The real power of blogs is the power to fill information deficits. Bloggers following the politics of a state, or a particular political race, or a political policy issue are able to keep particular new developments in context much better than most newspaper reporters. The blogosphere also allows bloggers better access to information that does not yet meet the New York Times standard of things that are "fit to print", but nevertheless, as a collection of rumor, inside information, and esoterica, often unavailable to the general public, allow bloggers to have cutting edge access to relevant information. And, of course, a great way to drive traffic to your blog, indeed the main thing that brought the Drudge Report and Daily Kos to their current places of prominence in the blogosphere and which remains the stock in trade of sites like Crooks and Liars and Colorado Pols, is the ability to provide inside information before it is fit to print or traditional media outlets can publish it.
In light of this, it is almost obvious that blogs are less significant in the Presidential election than in any other part of the process, and that furthermore, the closer you get to election day, the less important they become. By the time the primary races are decided, they are absolutely useless.
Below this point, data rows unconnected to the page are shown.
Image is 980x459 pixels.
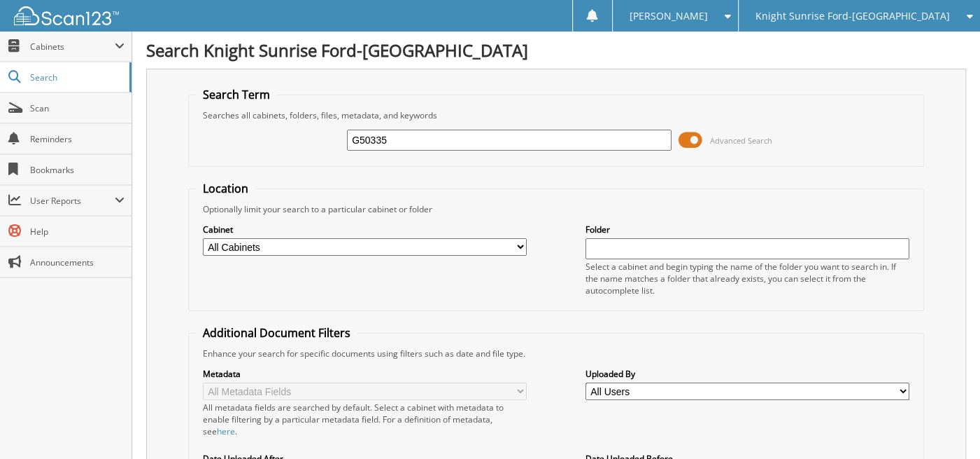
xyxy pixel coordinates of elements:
[30,164,125,176] span: Bookmarks
[30,133,125,145] span: Reminders
[14,6,119,25] img: scan123-logo-white.svg
[217,425,235,437] a: here
[203,401,527,437] div: All metadata fields are searched by default. Select a cabinet with metadata to enable filtering b...
[585,261,910,296] div: Select a cabinet and begin typing the name of the folder you want to search in. If the name match...
[196,87,277,102] legend: Search Term
[196,347,917,359] div: Enhance your search for specific documents using filters such as date and file type.
[30,41,115,53] span: Cabinets
[196,181,256,196] legend: Location
[30,195,115,207] span: User Reports
[585,368,910,380] label: Uploaded By
[146,39,966,62] h1: Search Knight Sunrise Ford-[GEOGRAPHIC_DATA]
[910,392,980,459] iframe: Chat Widget
[30,256,125,268] span: Announcements
[196,109,917,121] div: Searches all cabinets, folders, files, metadata, and keywords
[30,71,123,83] span: Search
[756,12,950,20] span: Knight Sunrise Ford-[GEOGRAPHIC_DATA]
[196,325,358,340] legend: Additional Document Filters
[196,203,917,215] div: Optionally limit your search to a particular cabinet or folder
[629,12,708,20] span: [PERSON_NAME]
[710,135,772,146] span: Advanced Search
[30,102,125,114] span: Scan
[585,223,910,235] label: Folder
[203,368,527,380] label: Metadata
[203,223,527,235] label: Cabinet
[30,226,125,237] span: Help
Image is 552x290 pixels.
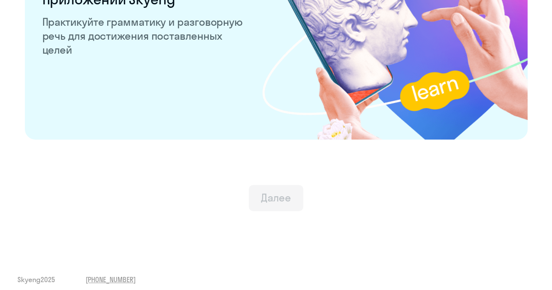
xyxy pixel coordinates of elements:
[261,191,291,205] div: Далее
[42,15,246,57] p: Практикуйте грамматику и разговорную речь для достижения поставленных целей
[249,185,303,211] button: Далее
[17,275,55,284] span: Skyeng 2025
[86,275,136,284] a: [PHONE_NUMBER]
This is a simply consequence of the fact that the Presidential race is the most well covered political race in the nation. Even the idiots Jay Leno encounters when Jay Walking know who the President is and by the time election day rolls around, who the major party candidates for President are and what they stand for, more or less.
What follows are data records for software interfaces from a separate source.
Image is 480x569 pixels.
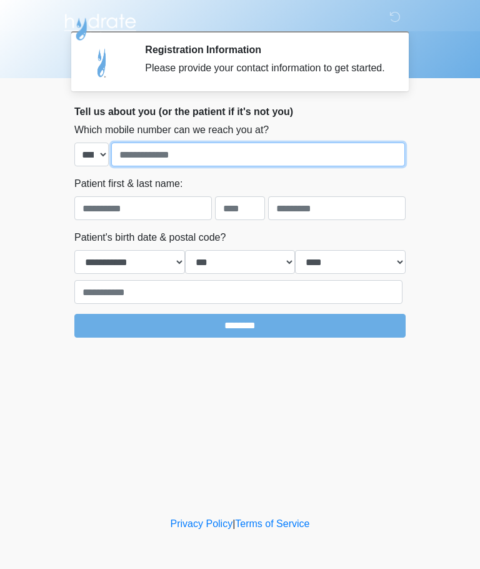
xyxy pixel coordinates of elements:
[84,44,121,81] img: Agent Avatar
[74,176,183,191] label: Patient first & last name:
[74,106,406,118] h2: Tell us about you (or the patient if it's not you)
[233,519,235,529] a: |
[235,519,310,529] a: Terms of Service
[171,519,233,529] a: Privacy Policy
[74,123,269,138] label: Which mobile number can we reach you at?
[145,61,387,76] div: Please provide your contact information to get started.
[74,230,226,245] label: Patient's birth date & postal code?
[62,9,138,41] img: Hydrate IV Bar - Arcadia Logo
In contrast, few people have any idea who their state representative or state senator or even Congressperson is, let alone, what they stand for, and most have only a dim understanding of most of the ballot issues. My DD showed convincingly that there have been a number of elections in recent history where a majority of voters didn't even know which party currently controlled the House of Representatives and the U.S. Senate.
Blogs broaden the group of people who have the inside story about sub-Presidential politics beyond the usual suspects of candidates, political aides, major political party insiders and lobbyists, and increase the depth of knowledge held by the old school insiders. They make it impossible to bury a story. They expand the pool of people involved in crafting a candidate's narrative beyond campaign staff, a P.R. firm, and a couple of newspaper reporters assigned to the relevant beat. They dramatically increase the flow of information about previously uncover political happenings. And, by guiding informed decision makers, by being available for people who want to Google for guidance before making political decisions or forming political opinions, and by influencing opinion leaders, blogs bring this information into the political decision making process.
In short, blogs tend to make lower level political decisions better informed and hence, less quirky and random. They also, of course, boost candidates more like themselves and candidates who are willing to engage bloggers. Blogs keep the heat on after the election by monitoring candidates much more carefully than a traditional media outlet usually does.
The fact that the left wing political blogosphere is larger than that on the right, and the many of the right are listening to often outright deceptive talk radio, instead of reading more factually supported blogs, also means that decision making on the left is growing more informed than that on the right as a result of blogs.
Knowledge is powerful when you opponent is lying or distorting the truth. And, since this seems to be the perennial situation in our day and age for left wing bloggers facing dishonest conservatives, the blogs are a tool of left wing power.